When compiling information for a pictogram, a teacher will usually encourage their class to collect data about other children: for example, children might be asked to find out about favourite crisps, cakes, animals or colours of the children in their class or another class. Often, they will record this information on a class list and then put it onto a tally chart (for the younger children, the teacher will probably collate a tally chart on the board for the class).

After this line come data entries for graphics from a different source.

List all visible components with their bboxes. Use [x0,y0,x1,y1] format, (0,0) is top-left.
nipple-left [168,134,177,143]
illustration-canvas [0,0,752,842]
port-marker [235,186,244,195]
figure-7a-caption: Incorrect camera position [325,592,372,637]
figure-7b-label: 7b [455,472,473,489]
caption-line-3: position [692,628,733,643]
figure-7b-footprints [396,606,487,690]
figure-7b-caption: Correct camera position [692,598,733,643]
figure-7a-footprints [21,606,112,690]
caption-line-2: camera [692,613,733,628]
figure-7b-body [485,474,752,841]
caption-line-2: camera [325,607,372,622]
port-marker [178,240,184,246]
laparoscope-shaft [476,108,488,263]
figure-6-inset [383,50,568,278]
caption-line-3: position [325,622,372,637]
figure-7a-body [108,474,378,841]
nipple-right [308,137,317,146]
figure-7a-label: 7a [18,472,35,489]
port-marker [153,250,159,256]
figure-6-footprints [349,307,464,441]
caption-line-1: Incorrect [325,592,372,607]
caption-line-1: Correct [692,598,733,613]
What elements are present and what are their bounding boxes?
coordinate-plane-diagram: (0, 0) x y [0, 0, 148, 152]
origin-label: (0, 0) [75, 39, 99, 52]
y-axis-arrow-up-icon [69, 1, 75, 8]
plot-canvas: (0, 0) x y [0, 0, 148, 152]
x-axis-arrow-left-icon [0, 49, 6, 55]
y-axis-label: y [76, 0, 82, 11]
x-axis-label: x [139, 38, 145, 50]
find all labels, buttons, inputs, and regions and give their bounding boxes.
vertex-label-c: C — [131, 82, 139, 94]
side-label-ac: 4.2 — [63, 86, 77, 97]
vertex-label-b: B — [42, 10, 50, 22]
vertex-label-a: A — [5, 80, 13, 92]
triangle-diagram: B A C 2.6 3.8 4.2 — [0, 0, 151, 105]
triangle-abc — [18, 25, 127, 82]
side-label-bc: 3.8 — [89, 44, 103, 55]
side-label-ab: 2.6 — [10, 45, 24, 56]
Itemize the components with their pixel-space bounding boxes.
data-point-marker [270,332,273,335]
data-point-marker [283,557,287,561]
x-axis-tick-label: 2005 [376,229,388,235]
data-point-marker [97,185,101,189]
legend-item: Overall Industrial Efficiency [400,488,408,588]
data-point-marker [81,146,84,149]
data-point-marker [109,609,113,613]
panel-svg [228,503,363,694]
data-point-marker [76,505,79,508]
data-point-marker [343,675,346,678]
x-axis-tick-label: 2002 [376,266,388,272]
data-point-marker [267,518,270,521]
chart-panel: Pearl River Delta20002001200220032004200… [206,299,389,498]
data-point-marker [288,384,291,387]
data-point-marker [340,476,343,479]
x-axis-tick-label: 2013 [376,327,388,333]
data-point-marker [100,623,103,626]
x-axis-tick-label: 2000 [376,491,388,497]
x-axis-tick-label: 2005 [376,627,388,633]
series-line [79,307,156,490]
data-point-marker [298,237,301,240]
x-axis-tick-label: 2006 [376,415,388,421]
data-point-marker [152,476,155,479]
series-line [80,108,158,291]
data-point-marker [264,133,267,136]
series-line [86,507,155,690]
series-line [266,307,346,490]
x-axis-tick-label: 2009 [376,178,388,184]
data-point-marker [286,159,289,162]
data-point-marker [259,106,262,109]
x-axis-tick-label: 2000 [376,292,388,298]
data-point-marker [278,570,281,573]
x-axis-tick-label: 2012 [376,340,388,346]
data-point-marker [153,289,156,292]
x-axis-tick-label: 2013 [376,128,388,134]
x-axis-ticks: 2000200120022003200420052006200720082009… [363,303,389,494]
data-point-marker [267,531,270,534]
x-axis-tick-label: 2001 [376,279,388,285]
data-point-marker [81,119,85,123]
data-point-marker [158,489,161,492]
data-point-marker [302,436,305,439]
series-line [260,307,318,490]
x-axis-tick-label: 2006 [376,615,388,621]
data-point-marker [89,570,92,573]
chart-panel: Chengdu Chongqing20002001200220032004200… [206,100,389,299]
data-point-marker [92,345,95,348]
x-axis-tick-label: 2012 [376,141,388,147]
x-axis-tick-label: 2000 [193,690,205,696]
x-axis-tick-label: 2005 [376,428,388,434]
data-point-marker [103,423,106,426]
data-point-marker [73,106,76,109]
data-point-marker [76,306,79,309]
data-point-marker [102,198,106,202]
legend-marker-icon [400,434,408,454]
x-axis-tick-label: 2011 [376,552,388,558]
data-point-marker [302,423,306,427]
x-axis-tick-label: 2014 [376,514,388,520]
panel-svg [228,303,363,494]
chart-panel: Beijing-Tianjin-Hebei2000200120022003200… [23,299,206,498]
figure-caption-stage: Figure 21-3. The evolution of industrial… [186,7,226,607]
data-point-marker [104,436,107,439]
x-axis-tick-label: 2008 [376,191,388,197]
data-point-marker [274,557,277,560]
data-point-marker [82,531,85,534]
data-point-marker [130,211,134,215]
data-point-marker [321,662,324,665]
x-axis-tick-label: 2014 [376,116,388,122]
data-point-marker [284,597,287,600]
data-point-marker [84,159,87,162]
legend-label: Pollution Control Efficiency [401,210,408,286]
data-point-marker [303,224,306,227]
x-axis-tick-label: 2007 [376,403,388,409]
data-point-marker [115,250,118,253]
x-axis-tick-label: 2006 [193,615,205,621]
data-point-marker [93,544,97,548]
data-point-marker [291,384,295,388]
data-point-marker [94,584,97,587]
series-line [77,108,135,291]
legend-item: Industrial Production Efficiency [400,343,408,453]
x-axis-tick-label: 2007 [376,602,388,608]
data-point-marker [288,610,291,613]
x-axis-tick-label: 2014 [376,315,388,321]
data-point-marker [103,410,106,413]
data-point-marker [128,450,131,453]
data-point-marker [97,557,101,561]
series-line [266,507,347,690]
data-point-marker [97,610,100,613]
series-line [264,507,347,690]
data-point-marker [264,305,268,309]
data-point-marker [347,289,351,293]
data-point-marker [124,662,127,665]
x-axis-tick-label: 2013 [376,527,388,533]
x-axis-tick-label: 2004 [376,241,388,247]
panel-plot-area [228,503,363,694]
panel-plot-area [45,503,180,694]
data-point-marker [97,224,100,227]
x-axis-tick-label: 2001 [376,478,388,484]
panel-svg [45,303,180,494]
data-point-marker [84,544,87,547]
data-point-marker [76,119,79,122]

This information is then converted into a pictogram.

Children continue to learn about pictograms in Year 3. More advanced pictograms might be used further up the school, where one image represents more than one of an object, so children need to think about how they are interpreting the number of images.

Cartograms

A cartogram (also called a value-area map or an anamorphic map, the latter common among German-speakers) is a thematic map of a set of features (countries, provinces, etc.), in which their geographic size is altered to be directly proportional to a selected ratio-level variable, such as travel time, population, or GNP. Geographic space itself is thus warped, sometimes extremely, in order to visualize the distribution of the variable. It is one of the most abstract types of map; in fact, some forms may more properly be called diagrams. They are primarily used to display emphasis and for analysis as nomographs.

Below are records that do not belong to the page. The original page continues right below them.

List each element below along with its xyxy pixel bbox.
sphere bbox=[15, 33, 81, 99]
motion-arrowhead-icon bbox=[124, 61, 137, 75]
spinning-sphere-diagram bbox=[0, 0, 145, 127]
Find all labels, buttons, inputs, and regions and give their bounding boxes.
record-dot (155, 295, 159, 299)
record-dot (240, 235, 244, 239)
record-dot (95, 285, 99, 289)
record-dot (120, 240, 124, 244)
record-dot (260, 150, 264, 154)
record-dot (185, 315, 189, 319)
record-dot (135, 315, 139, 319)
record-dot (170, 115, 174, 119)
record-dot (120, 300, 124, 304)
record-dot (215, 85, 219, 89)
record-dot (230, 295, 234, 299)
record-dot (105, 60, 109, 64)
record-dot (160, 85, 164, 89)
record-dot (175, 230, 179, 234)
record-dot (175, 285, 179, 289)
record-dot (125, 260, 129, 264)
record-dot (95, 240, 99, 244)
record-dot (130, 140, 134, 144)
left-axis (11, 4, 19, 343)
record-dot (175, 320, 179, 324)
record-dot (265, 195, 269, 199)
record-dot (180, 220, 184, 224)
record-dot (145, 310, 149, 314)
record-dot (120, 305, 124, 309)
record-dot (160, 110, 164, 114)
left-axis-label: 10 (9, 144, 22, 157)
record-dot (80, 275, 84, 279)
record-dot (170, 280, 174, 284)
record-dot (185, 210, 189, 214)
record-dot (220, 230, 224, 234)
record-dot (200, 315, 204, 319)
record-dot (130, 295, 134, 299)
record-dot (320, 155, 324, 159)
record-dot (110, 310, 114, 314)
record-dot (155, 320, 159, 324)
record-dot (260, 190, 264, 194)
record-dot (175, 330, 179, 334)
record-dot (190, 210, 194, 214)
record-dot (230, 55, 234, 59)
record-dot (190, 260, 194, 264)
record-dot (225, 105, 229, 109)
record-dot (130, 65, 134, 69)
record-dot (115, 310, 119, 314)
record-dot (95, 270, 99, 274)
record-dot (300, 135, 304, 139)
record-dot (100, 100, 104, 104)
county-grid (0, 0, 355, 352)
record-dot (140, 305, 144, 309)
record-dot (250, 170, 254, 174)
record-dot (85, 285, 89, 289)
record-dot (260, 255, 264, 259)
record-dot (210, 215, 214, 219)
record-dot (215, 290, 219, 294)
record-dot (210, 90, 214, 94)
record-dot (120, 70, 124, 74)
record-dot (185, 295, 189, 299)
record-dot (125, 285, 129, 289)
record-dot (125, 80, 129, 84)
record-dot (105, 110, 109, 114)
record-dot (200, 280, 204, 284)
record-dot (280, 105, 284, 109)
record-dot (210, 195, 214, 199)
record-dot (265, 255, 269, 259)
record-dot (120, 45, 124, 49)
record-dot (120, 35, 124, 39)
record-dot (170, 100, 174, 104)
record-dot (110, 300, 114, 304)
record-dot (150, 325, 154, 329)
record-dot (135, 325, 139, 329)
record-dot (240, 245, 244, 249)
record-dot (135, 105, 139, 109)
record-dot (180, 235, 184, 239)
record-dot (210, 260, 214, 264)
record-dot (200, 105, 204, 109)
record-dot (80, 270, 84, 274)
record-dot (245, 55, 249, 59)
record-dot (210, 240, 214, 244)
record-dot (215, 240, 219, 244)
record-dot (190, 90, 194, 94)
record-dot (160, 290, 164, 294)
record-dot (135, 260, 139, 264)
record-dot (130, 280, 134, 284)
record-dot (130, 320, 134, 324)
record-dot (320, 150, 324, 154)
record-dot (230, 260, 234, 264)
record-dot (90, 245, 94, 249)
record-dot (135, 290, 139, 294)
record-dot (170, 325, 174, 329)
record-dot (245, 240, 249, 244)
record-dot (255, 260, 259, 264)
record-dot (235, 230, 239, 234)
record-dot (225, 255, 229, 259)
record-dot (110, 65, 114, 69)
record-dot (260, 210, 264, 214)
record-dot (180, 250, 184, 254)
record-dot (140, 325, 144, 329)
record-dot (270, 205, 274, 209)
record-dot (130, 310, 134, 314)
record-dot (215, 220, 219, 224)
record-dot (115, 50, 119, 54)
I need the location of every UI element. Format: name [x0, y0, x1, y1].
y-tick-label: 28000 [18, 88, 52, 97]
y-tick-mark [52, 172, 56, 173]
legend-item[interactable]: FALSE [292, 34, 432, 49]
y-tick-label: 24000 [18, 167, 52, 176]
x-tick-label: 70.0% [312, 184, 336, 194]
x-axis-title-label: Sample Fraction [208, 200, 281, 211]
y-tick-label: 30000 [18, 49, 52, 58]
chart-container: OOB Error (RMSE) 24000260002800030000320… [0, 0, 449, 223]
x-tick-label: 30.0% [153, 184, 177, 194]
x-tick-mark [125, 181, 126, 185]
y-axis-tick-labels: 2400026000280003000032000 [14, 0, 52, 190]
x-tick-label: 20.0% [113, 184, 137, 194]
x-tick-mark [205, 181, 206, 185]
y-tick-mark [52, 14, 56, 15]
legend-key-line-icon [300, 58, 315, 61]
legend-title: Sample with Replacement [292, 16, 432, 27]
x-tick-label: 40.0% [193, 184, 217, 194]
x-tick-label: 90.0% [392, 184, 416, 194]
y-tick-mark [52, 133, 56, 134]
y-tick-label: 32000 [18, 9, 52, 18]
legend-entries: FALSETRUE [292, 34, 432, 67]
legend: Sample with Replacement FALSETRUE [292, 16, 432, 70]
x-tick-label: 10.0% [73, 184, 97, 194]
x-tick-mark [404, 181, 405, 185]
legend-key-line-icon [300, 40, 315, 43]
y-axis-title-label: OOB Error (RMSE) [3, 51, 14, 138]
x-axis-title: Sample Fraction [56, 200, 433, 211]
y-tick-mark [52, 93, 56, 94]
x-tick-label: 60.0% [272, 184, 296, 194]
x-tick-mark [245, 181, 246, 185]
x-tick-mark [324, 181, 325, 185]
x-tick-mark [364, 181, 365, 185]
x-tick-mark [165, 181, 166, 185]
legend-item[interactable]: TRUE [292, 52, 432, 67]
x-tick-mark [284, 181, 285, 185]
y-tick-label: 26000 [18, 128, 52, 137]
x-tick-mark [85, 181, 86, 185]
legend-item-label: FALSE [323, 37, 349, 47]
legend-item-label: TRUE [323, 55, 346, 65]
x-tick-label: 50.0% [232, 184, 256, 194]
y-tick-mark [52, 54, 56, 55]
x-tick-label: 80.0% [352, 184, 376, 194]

Cartograms leverage the fact that size is the most intuitive visual variable for representing a total amount. In this, it is a strategy that is similar to proportional symbol maps, which scale point features, and many flow maps, which scale the weight of linear features. However, these two techniques only scale the map symbol, not space itself; a map that stretches the length of linear features is considered a linear cartogram (although additional flow map techniques may be added). Once constructed, cartograms are often used as a base for other thematic mapping techniques to visualize additional variables, such as choropleth mapping.

General principles

Since the early days of the academic study of cartograms, they have been compared to map projections in many ways, in that both methods transform (and thus distort) space itself. The goal of designing a cartogram or a map projection is therefore to represent one or more aspects of geographic phenomena as accurately as possible, while minimizing the collateral damage of distortion in other aspects. In the case of cartograms, by scaling features to have a size proportional to a variable other than their actual size, the danger is that the features will be distorted to the degree that they are no longer recognizable to map readers, making them less useful.

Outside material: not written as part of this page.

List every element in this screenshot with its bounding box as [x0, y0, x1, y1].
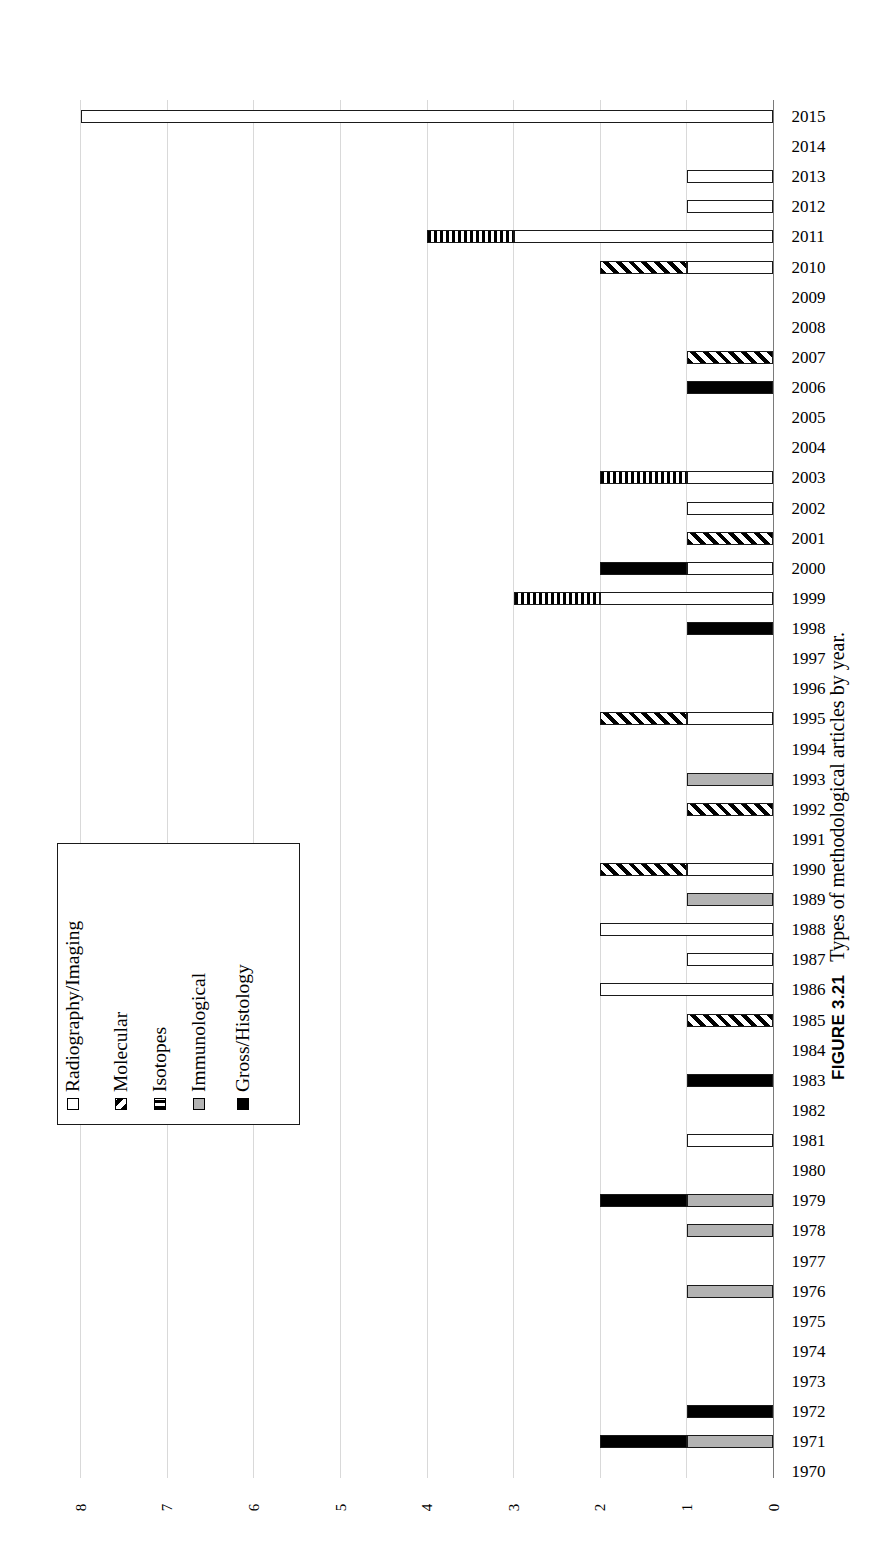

As with map projections, the tradeoffs inherent in cartograms have led to a wide variety of strategies, including manual methods and dozens of computer algorithms that produce very different results from the same source data. The quality of each type of cartogram is typically judged on how accurately it scales each feature, as well as on how (and how well) it attempts to preserve some form of recognizability in the features, usually in two aspects: shape and topological relationship (i.e., retained adjacency of neighboring features). It is likely impossible to preserve both of these, so some cartogram methods attempt to preserve one at the expense of the other, some attempt a compromise solution of balancing the distortion of both, and other methods do not attempt to preserve either one, sacrificing all recognizability to achieve another goal.

Several options are available for the geometric shapes:

  • Circles (Dorling), typically brought together to be touching and arranged to retain some semblance of the overall shape of the original space.[26] These often look like proportional symbol maps, and some consider them to be a hybrid between the two types of thematic map.
  • Squares (Levasseur/Demers), treated in much the same way as the circles, although they do not generally fit together as simply.
  • Rectangles (Raisz), in which the height and width of each rectangular district is adjusted to fit within an overall shape. The result looks much like a treemap diagram, although the latter is generally sorted by size rather than geography. These are often contiguous, although the contiguity may be illusory because many of the districts that are adjacent in the map may not be the same as those that are adjacent in reality.